Date: Sept. 22, 2006
Location: Washington, DC


Press Release-Kennedy and Coleman Continue to Push for Solution to Somali Banking Regulations

Washington, D.C.-Congressman Mark Kennedy and Senator Norm Coleman sent a new letter this week to Robert Werner, director of the Financial Crimes Enforcement Network (FINCEN), as part of their continuing effort to seek options for new Americans, especially Minnesota s large Somali community, who are currently prevented from wiring money to their families overseas. The letter requests a meeting in Washington, D.C. between FINCEN, federal banking agencies and Somali leaders to discuss possible solutions to the current banking regulations.

"Many groups of new Americans depend on banks and money service businesses to provide critical financial support in the form of remittances to loved ones, friends and former communities in their troubled homelands, Kennedy and Coleman wrote. "The Somali community faces an especially pressing need to keep this system open as remittance flows account for nearly one-sixth of the $600 per capita yearly income in Somalia."
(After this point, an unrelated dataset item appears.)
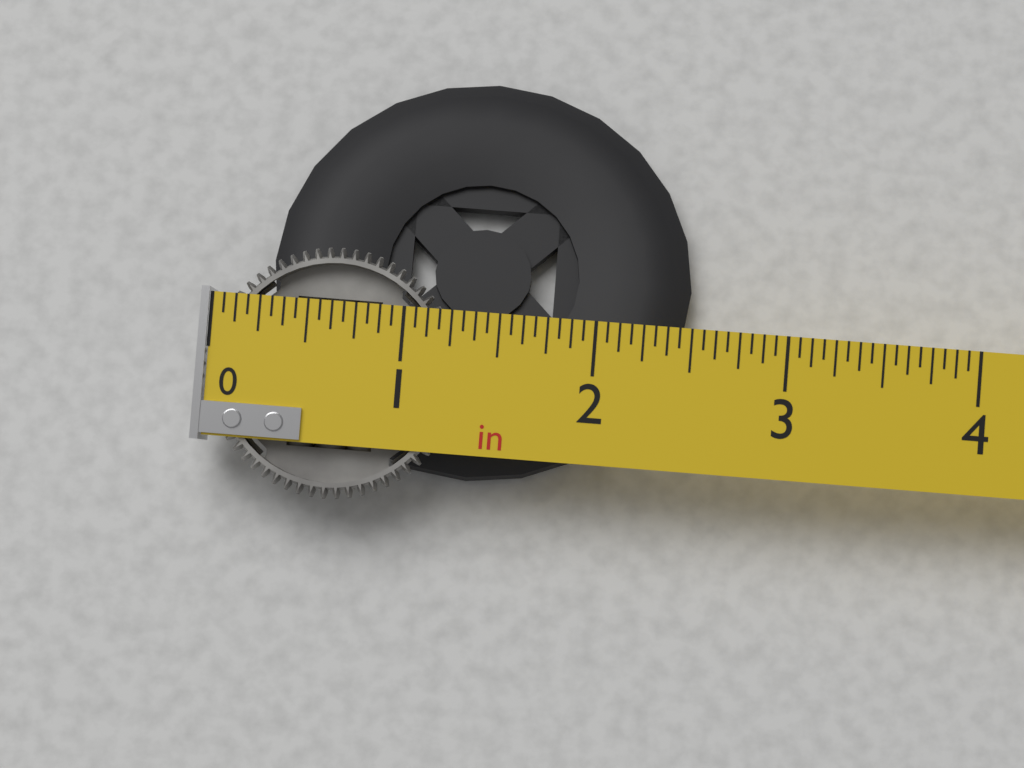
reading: 1.3125 in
In August, Kennedy and Coleman sent a letter to Director Werner asking for an immediate review of comments submitted by the Somali community as part of a comment period on the advanced rulemaking process to replace or fix the problematic April 2005 FINCEN guidance. Additionally, they sent a letter to the chairmen of the House Financial Services Committee, on which Kennedy serves, and the Senate Banking Committee asking them to schedule a field hearing in Minnesota so that Congress can learn firsthand the impact on the ability of the Somali community in the United States to send money to their families back home.
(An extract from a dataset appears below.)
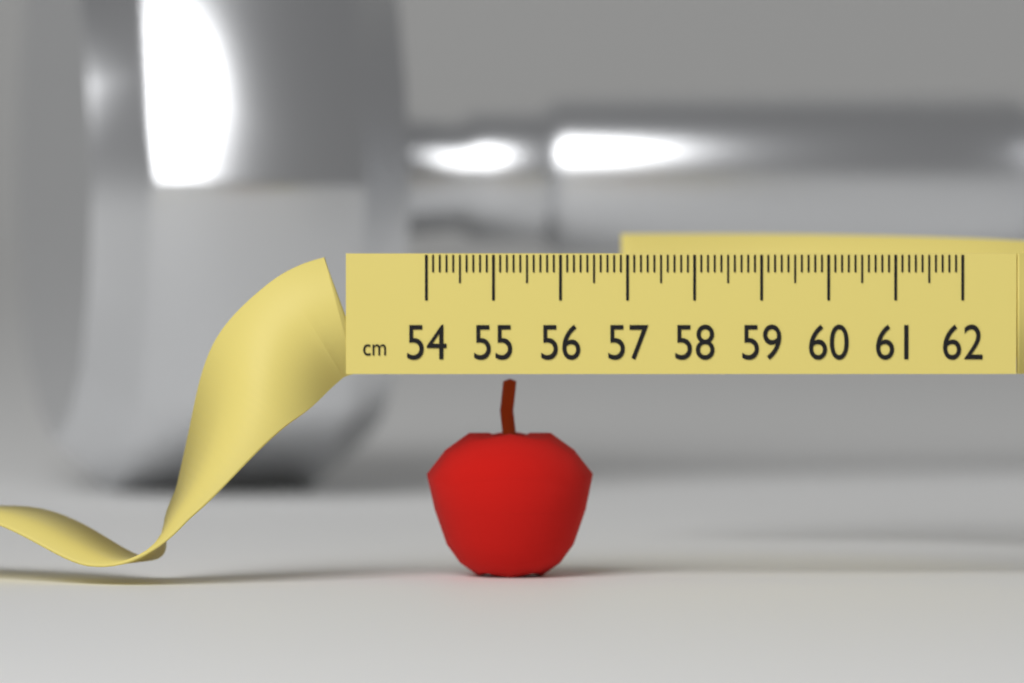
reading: 56.5 cm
"It is our hope that a meeting with federal banking regulators and the Somali community will help ensure that remittances can continue while at the same protecting vital U.S. national security and law enforcement interests, they continued.

In April 2005, Treasury's FINCEN and the federal banking agencies issued Bank Secrecy Act (BSA) related compliance guidance to the banking community as well as money services businesses (MSBs). The new guidance has led some banks to end or reduce their relationships with MSBs, which in turn has had an adverse impact on the Somali community. MSBs are oftentimes the only legal way for the Somali community in the United States to send money to their families in their long-troubled homeland. The BSA requires banks to meet very rigorous compliance activities designed to uncover terrorist financing, money laundering and other criminal activities.